The New York Times ran an article this past Saturday, “Voices From Above Silence a Cable TV Feud”, about how GE and NewsCorp enforced a kind of “cease-fire” – otherwise known as corporate censorship – on MSNBC’s Keith Olbermann and Fox’s Bill O’Reilly.
While I’ve always found the battle between Olberman and O’Reilly to be exhausting (though admittedly entertaining), the real story here is not about them. It’s about how much power parent companies can and do exercise over content on major news outlets like NBC and Fox, particularly when they feel their own interests are threatened.
The frightening thing is the chilling effect this has within these news organizations. Imagine the pressure this puts on reporters to avoid stories that conflict with their parent companies’ commercial interests.

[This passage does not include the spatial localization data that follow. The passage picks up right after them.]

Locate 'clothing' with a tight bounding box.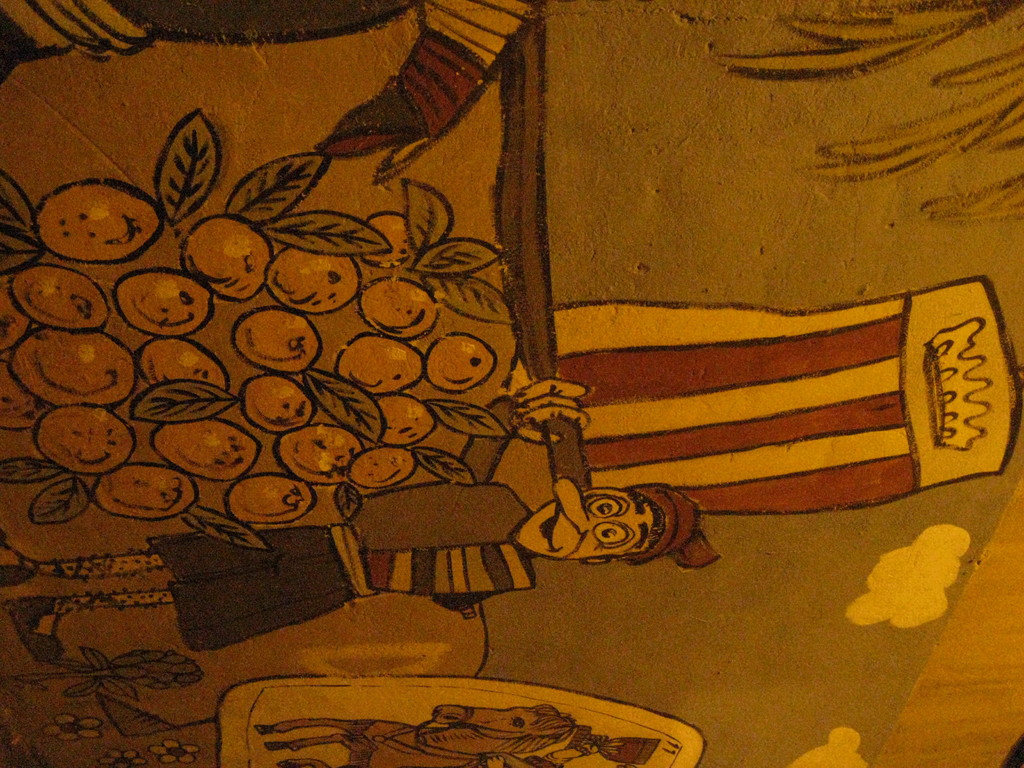
locate(145, 520, 537, 653).
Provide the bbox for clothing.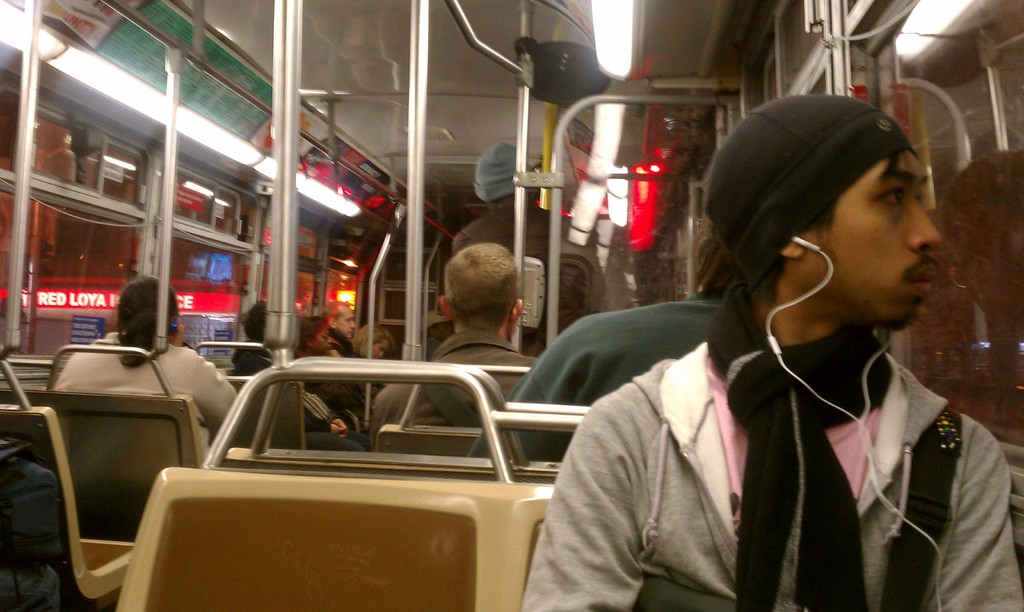
bbox=(230, 334, 272, 404).
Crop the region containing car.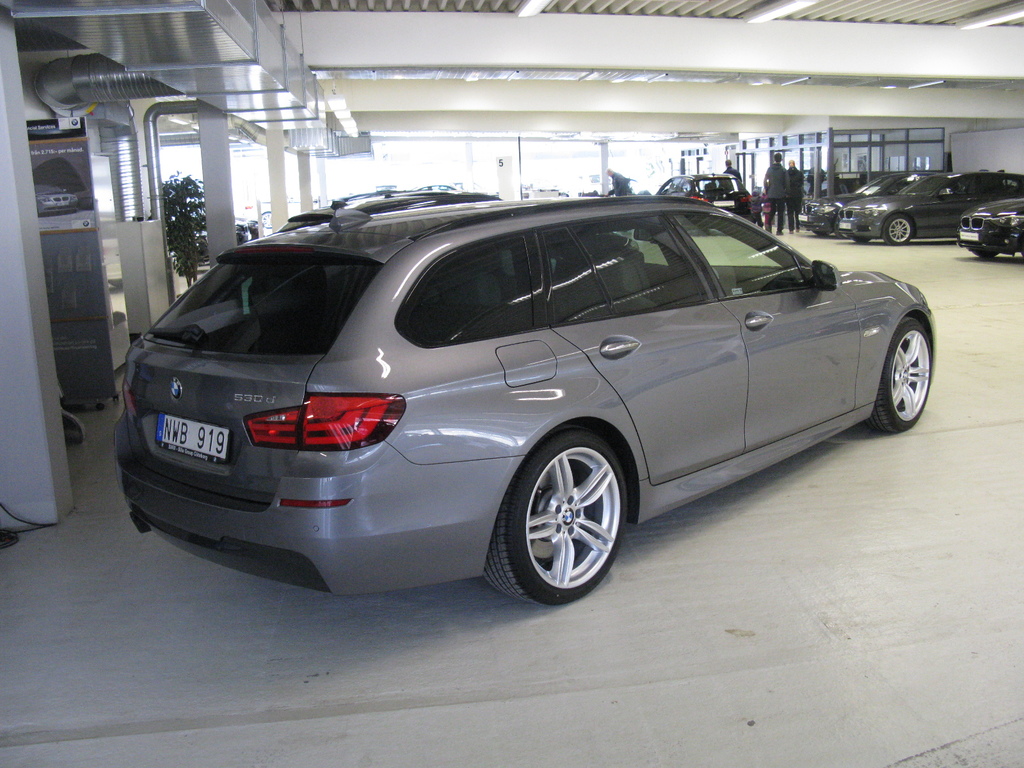
Crop region: x1=113, y1=196, x2=940, y2=614.
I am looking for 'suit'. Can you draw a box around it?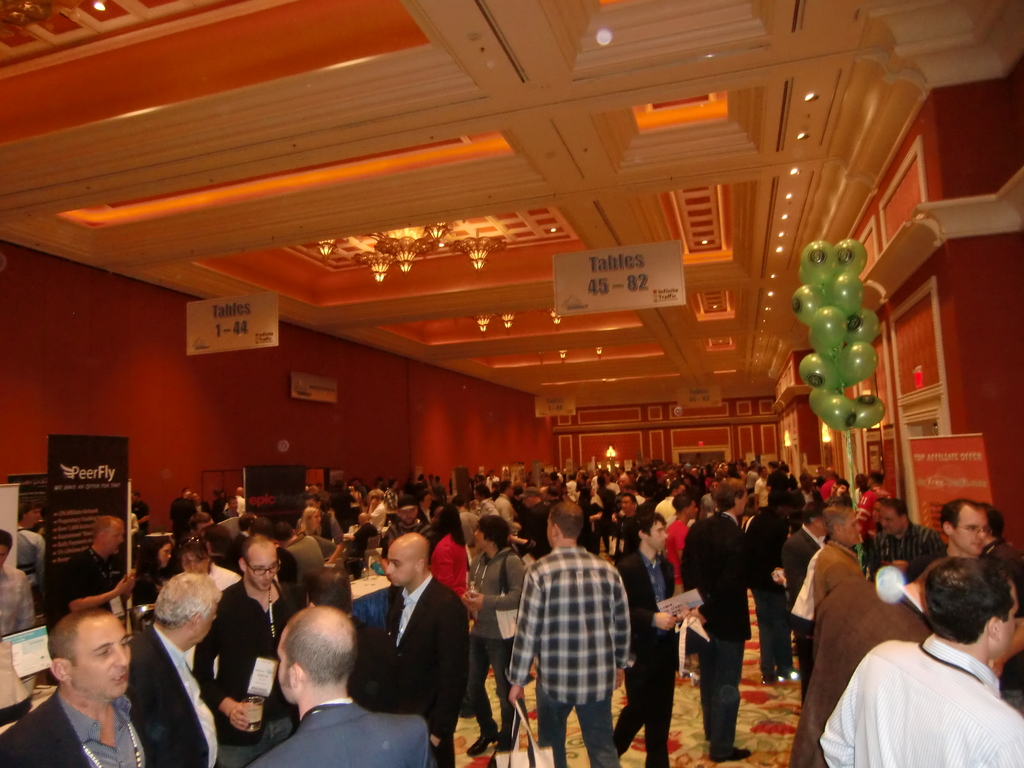
Sure, the bounding box is (left=122, top=616, right=219, bottom=767).
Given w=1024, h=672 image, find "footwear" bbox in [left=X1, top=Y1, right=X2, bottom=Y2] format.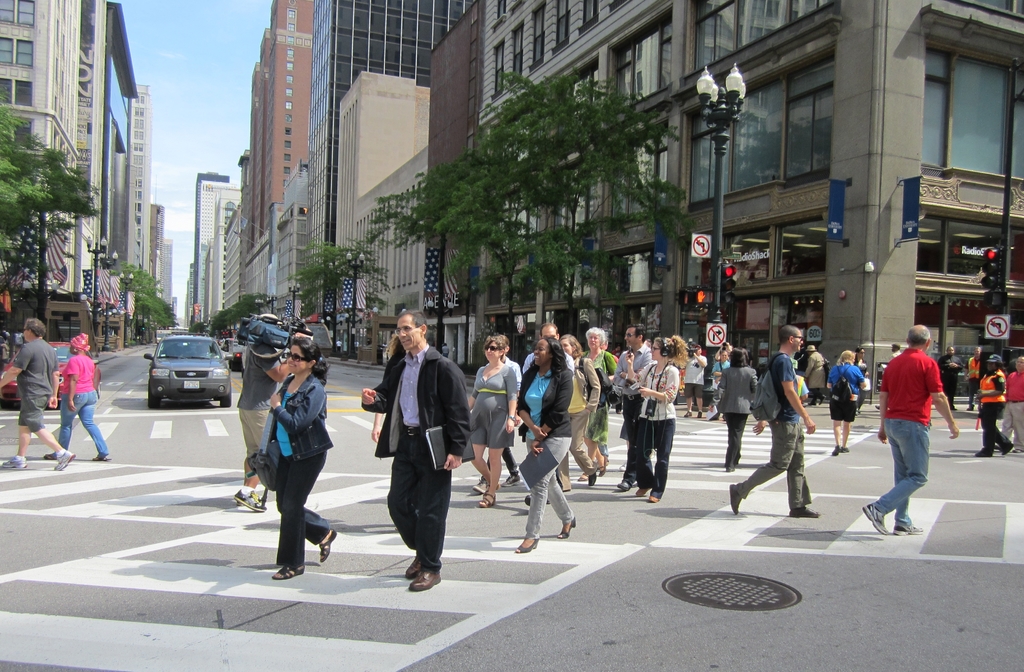
[left=43, top=445, right=70, bottom=458].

Beyond that, there is pressure to avoid any controversy they may create for their parent companies, or oddly enough, for their parent companies’ rivals.
As some have suggested, corporate-sponsored journalism may just be the inevitable wave of the future. Perhaps it already is, but the bottom line is that these news outlets have the responsibility to report stories that are in the public’s interest instead of their parent company’s (particularly when they use public airwaves), and to disclose their relationship with these companies so we know what news we’re getting, and more importantly, what news we’re not.
Not that this kind of corporate censorship is anything new, as Glen Greenwald from Salon and David Sirota from OpenLeft remind us. They review the fallout from this incident quite thoroughly, but I want to see MSNBC or Fox cover this story. However, we know that won’t happen, so until then enjoy your censored news brought to you by GE kitchen refrigerators and this guy.
Update: This guy, aka Richard Wolffe, will apparently no longer be on Countdown until Olbermann and MSNBC clarify what exactly he does in his day job at PR Strategies.
The New York Times ran an article last Saturday “Voices From Above Silence a Cable TV Feud” about how GE and NewsCorp enforced a kind of “cease-fire” – otherwise known as censorship – on MSNBC’s Keith Olbermann and Fox’s Bill O’Reilly.
While I’ve always found the battle between Olberman and O’Reilly to be exhausting (though admittedly entertaining), the real story here is not about them. It’s about how much power parent companies can and do exercise over content on major news outlets like NBC and Fox, particularly when they feel their own interests are threatened.
As some have suggested, corporate-sponsored journalism may just be the inevitable wave of the future. Perhaps it already is, but the bottom line is that journalists have a responsibility to either report stories that are in the public’s interest instead of their parent company (particularly when they use public airwaves), or to disclose their relationship with these companies so we know what news we’re getting, and more importantly, what news we’re not.
The fallout from this is reviewed quite thoroughly by Glen Greenwald from Salon and David Sirota from OpenLeft but I want to see MSNBC or Fox cover the story. However, in GE’s Big Brother shadow we know that won’t happen, so until then enjoy your censored news brought to you by kitchen ovens or this guy (Richard Wolffe, the political analyst who is also a corporate lobbyist.)